A second interruption was more than Claude Fougeray could tolerate. His hand clenched, his eyes bulged a little more. “Shut up, you Italian bitch!” he said in a voice that carried plainly throughout the room.

The effect on Madame Fougeray was immediate and colorful. Bright disks of crimson leaped out on her cheeks, as round and red as a pair of checkers. Her mouth, caught closed while forming a word, sprang open with an audible pop. She stood abruptly.

"The master speaks,” she hissed. “Master of the sausages!"

She spun about, the full, Turkish-style trousers of her red-and-black Paco Rabanne outfit swirling dramatically around her, and stalked out, her blazing eyes focused straight ahead of her. A few moments later her heels could be heard clacking forcefully up the stone stairs leading to the bedrooms.

On the other side of the room Jules du Rocher had watched this domestic scene with amused, piggy eyes. “Did you hear that?” he asked through a mouthful of pate de foie gras and bread. “Wait until she gets him alone. She'll eat him alive.” He snickered at this witticism and glanced at his mother, who busily aligned her rings.

Jules’ words, coming as they did in a moment of silence, carried further than he had intended. Claude Fougeray jumped out of his chair, brushed away his daughter's hesitantly restraining hand, and marched quickly to the du Rochers.

"Do you want to repeat that?” he said flatly, staring down at Jules, his thick fists held at his sides.

Superficially they were somewhat alike, short and stubby-limbed, with torsos like beach balls, but Claude, older by thirty-five years than his distant cousin, was tense and compact while Jules was soft, flaccid, and spreading.

"Apologize,” Claude said.

Jules coughed and blinked. Uneven streaks of red mottled his round cheeks.

"I apologize."

"Louder."

Jules glanced dartingly at the others in the room: at his parents; at Claire Fougeray, who looked utterly miserable; at the dark, grave servant who stood against the wall watching impassively; at another threesome that sat looking on silently from a grouping of carved wooden chairs on the other side of the Louis XIV billiard table.

"I apologize,” he repeated, his eyes on Claude's belt buckle.

"Louder,” Claude said again.

"Really,” Mathilde said, pulling at her pearl choker.

Rene du Rocher echoed his wife weakly, reflecting her gesture with a tug at his little moustache. “Really...really, my dear man, this is really—"

"No one's talking to you,” Claude said savagely.

"Well...well, I was only—"

"Don't encourage him,” Mathilde said under her breath in German, her face stiff. “Ignore him. He doesn't know any better, the—"

"Speak French!” Claude shouted suddenly enough to make the three of them jump. “You're in France. Don't give me any of that damned Boche! Ik-bik-blik-bluk!"
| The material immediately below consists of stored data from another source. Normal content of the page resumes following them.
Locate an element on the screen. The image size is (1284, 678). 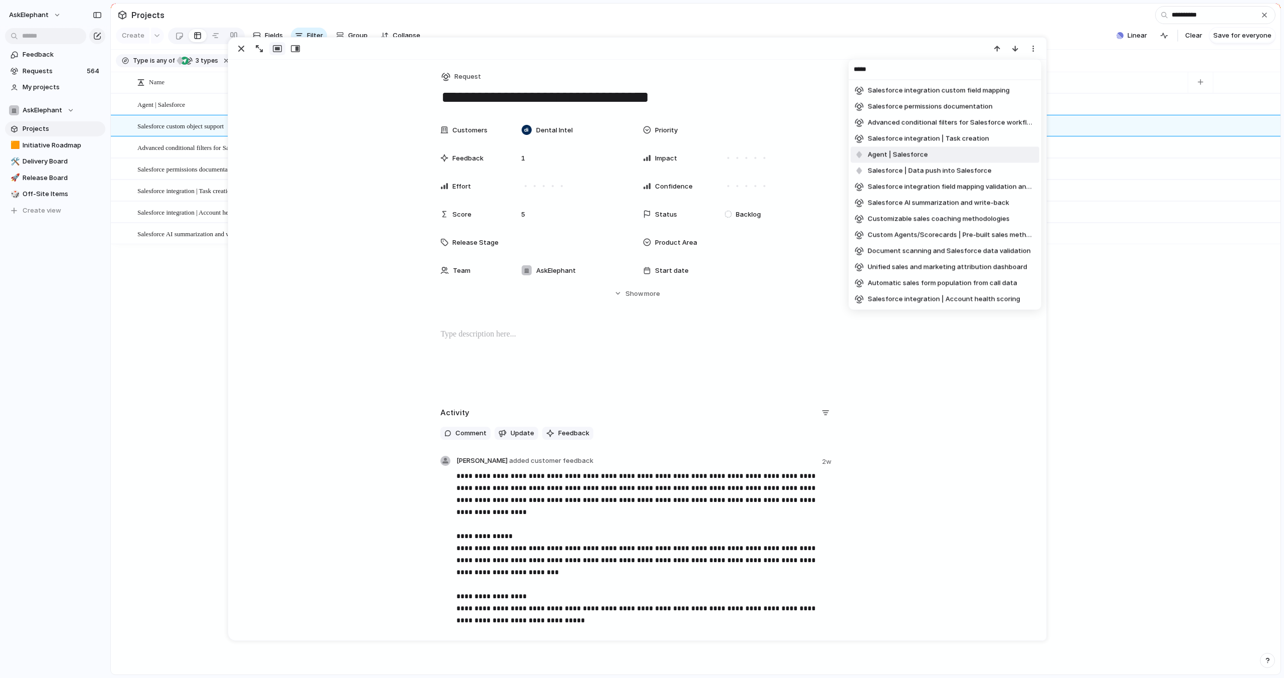
span: Unified sales and marketing attribution dashboard is located at coordinates (947, 267).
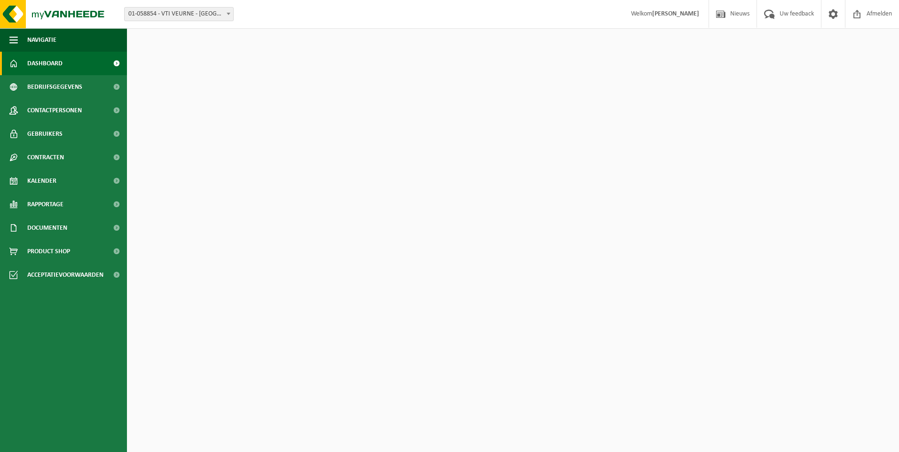 The width and height of the screenshot is (899, 452). I want to click on span: Documenten, so click(47, 228).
"Who in hell are you to say that to anyone, you collaborationist bastard?” The speaker was one of the three people on the other side of the table, a square, big-boned woman of fifty in a functional tweed suit. She had observed quietly until that moment, then leaped to her feet and shouted, her husky voice strained with emotion.
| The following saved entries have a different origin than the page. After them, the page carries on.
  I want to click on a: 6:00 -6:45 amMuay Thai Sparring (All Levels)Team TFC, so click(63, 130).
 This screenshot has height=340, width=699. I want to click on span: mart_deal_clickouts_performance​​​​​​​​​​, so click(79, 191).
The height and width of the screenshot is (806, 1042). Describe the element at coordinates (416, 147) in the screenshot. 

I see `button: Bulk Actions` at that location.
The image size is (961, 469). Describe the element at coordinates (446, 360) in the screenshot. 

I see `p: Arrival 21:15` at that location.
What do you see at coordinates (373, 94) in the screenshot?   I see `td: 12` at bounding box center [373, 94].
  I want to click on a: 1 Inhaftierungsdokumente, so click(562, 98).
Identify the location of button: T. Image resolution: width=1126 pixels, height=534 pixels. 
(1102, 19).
Claude turned on her. “Don't you ever say that to me!"

The woman was on the edge of angry tears, but her voice held steady. “I just said it.” She lifted a trembling chin. “Do you want to hear it again? Collaborationist bastard!"

"And—and what do you know about it, Sophie?” Claude shouted. “You were a baby; you don't know anything. Why don't you go back to America where you belong, where everything is so wonderful? You and your—your cowboy husband."
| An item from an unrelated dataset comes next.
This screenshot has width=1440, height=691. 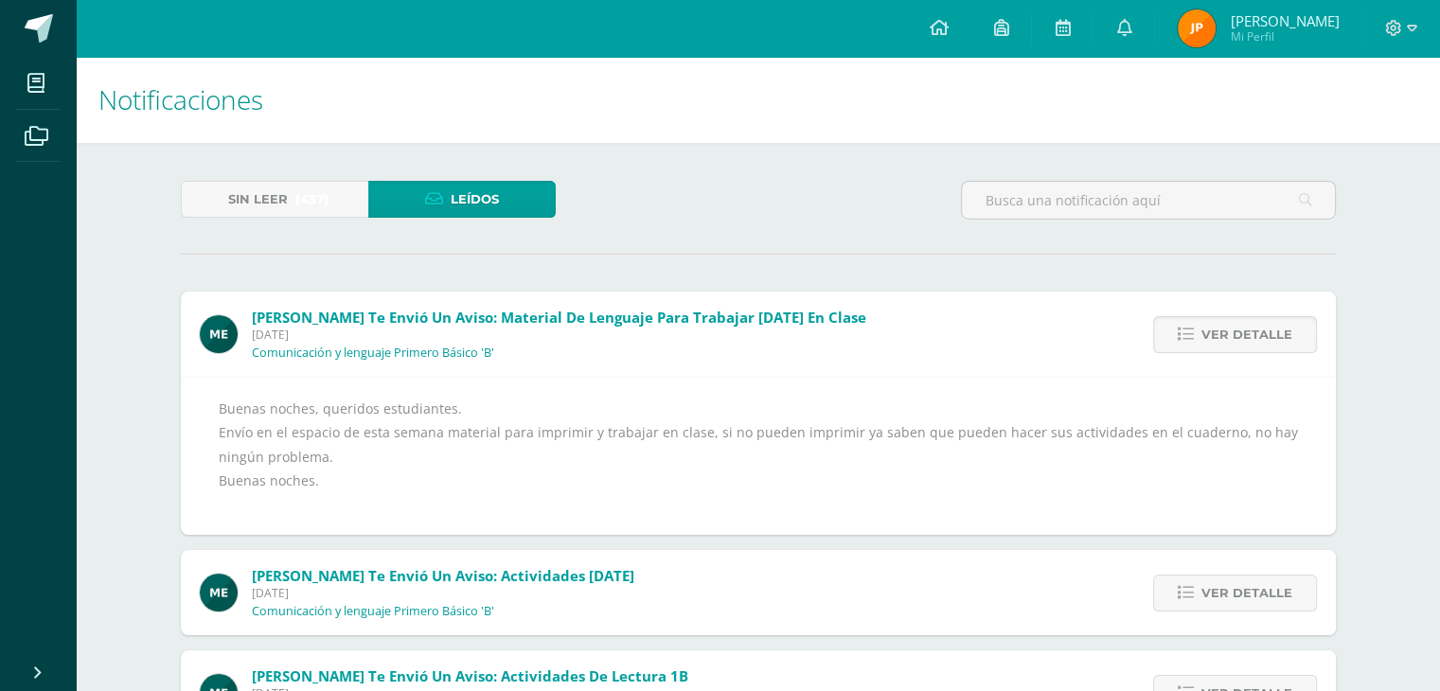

He was losing his momentum. Jules, who had been sitting rigidly, sank inconspicuously back, flowing into the crevices of his soft chair like melting butter, as if he thought he might escape Claude's notice altogether.

Claude stared menacingly around the room, as if to ward off attack, and leveled a stubby finger at the woman. “You know how much worse it would have been around here if I hadn't gone along with the Boches? Sure, all the heroes were running around the hills singing songs with the Maquis, but I was the one kissing Nazi asses and saving lives. If not for me—"

"If not for you,” the woman said, “Alain would still be alive."

An electric silence gripped the room. Mathilde jerked sharply and gasped.

Claude stared at Sophie, paralyzed with rage or shock; it was impossible to say which.

Sophie began to speak again, then closed her mouth as her eyes filmed over with tears. “Oh, the hell with it,” she said in English, and then turned away from him and strode out of the room.

Her two companions, still seated, looked uncomfortably at each other. After a moment, the older man stood up, grayhaired, and rawboned like his wife, and went quietly out after her. The younger man continued to sit, embarrassed by the intensity of a scene he had imperfectly comprehended. Then he too stood up, and the eyes of the others swung to him. Uneasy at being the sudden focus of attention, he cleared his throat softly, nodded to the room at large, and self-consciously followed the other man out, his eyes on the floor.

* * * *

ONCE he'd pulled the heavy door shut behind him to stand outside in the graveled courtyard, he released the breath that had stopped up his chest. His bland, freckled, good-natured face was set, his pale-blue eyes tense.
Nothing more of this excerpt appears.